The Phantom Lady herself.  Ella Raines lights a cigarette.


Miss Briest had gone home hours ago.  I sat alone in my office late into the night going over the events of the last few days in my head one more time.   Another philandering husband trying to pull the wool over his wife's eyes.  An executive with a corner office on the top floor of the downtown corporate headquarters for some auto manufacturer.  Didn't matter which one.  Six figures a year, a healthy end-of-year bonus each December, and a large house in a leafy green neighborhood with well-manicured lawns on the old east side.

What did matter was Kermit Goad's running around with a young secretary he'd hired a few months back.  Some shapely victory girl with auburn hair called Babs, who did her bit on the home front.  Couldn't file, answer the telephone, or make a pot of coffee to save her life.  Always fixed her hair and make-up while sitting at her desk though.  Immaculate fingernails too.  Typing was not a term with which she was familiar.  Beauty school dropout rather than business college was my guess.  Easy on the old eyes though.

Meanwhile, Mrs. Goad had something cooking on her own side of the marital bed.  A porkchop in his mid-30s named Carlton something-or-other-the-third, who helped her avoid domestic duties two or three times a week.  Tall.  Tan.  Broad shoulders.  Blue eyes.  Prematurely salt and pepper.  An ample helping of afternoon delight in a crested navy blazer and creased chinos with horse bit loafers off the courts. 

They called it tennis lessons.  But I had a few furtive photos of their grand slams taken through the blinds of some no tell hotel north of town along Route 27 where they met.  No way anyone would confuse it with Wimbledon.  A newly restrung racket and a fresh can of balls?  Forget about it.  Game, set, and match seemed to be the last thing on the minds of Mrs. Goad and her pal Carlton.   

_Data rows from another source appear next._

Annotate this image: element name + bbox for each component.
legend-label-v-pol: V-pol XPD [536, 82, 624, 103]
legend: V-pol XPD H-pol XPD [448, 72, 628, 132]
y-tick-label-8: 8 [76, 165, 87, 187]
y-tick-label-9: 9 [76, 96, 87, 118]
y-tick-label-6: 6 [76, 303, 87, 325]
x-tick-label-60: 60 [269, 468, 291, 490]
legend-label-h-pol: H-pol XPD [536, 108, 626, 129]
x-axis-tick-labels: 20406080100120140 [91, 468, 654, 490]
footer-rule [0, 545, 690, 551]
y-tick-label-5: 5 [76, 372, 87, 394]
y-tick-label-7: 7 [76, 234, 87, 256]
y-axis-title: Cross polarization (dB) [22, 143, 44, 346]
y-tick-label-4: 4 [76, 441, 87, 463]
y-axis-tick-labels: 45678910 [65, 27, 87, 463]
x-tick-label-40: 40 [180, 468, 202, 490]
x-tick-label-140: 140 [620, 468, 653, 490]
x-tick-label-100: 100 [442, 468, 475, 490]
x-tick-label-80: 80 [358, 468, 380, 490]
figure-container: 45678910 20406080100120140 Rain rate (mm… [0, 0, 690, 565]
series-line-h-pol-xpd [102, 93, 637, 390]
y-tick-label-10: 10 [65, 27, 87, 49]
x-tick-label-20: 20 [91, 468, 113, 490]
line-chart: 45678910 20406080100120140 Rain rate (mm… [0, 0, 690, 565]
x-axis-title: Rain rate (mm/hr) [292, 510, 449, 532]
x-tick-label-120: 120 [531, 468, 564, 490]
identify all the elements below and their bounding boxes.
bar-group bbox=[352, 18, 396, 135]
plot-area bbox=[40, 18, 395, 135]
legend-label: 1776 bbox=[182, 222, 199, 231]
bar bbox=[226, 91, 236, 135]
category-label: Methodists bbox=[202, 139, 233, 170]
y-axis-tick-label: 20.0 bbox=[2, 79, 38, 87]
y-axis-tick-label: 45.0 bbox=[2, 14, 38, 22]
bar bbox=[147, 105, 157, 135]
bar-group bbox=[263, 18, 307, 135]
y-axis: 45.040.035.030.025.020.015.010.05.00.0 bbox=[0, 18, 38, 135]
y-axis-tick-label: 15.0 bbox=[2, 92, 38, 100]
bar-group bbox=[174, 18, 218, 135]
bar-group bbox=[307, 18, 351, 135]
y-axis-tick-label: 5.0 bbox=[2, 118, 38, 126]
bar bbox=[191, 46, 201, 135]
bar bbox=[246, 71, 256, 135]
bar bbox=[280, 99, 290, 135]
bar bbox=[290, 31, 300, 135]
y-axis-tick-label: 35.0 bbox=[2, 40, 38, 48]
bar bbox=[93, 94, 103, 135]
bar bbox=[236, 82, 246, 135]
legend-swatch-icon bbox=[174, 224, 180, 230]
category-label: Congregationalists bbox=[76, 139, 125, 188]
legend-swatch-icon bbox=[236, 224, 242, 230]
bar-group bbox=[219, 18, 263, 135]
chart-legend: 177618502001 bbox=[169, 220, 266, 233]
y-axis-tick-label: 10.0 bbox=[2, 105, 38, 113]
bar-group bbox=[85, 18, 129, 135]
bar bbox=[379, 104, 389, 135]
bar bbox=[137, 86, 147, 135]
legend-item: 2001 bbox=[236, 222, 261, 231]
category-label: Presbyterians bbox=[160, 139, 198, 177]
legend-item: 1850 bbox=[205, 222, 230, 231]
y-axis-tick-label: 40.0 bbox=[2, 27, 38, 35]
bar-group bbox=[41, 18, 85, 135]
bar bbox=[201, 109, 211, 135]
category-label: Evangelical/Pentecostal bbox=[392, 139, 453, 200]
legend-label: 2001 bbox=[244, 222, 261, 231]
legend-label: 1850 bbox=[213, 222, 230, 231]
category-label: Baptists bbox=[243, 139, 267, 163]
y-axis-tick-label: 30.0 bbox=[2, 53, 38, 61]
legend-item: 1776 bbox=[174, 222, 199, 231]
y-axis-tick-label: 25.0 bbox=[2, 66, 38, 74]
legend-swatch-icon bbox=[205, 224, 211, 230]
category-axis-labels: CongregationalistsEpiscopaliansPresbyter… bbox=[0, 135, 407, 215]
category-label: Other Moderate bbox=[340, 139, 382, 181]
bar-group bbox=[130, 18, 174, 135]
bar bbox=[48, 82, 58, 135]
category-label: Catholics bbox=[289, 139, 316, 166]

Tennis elbow wasn't exactly what troubled him, though, following these routine trysts based on those same pictures, which occupied a folder in the filing cabinet behind me.  It was pretty clear why he wasn't what you'd call loquacious in the immediate aftermath.  That and the rosy expression on her face.  One afternoon over lunch at her country club, Mrs. Goad obliquely spilled the beans to a couple of girlfriends who knew the score.  The latter had inquired through exaggerated whispers how things were going.  All that the dishy Mrs. G. let slip was that the bronzed tennis coach was really helping her game.  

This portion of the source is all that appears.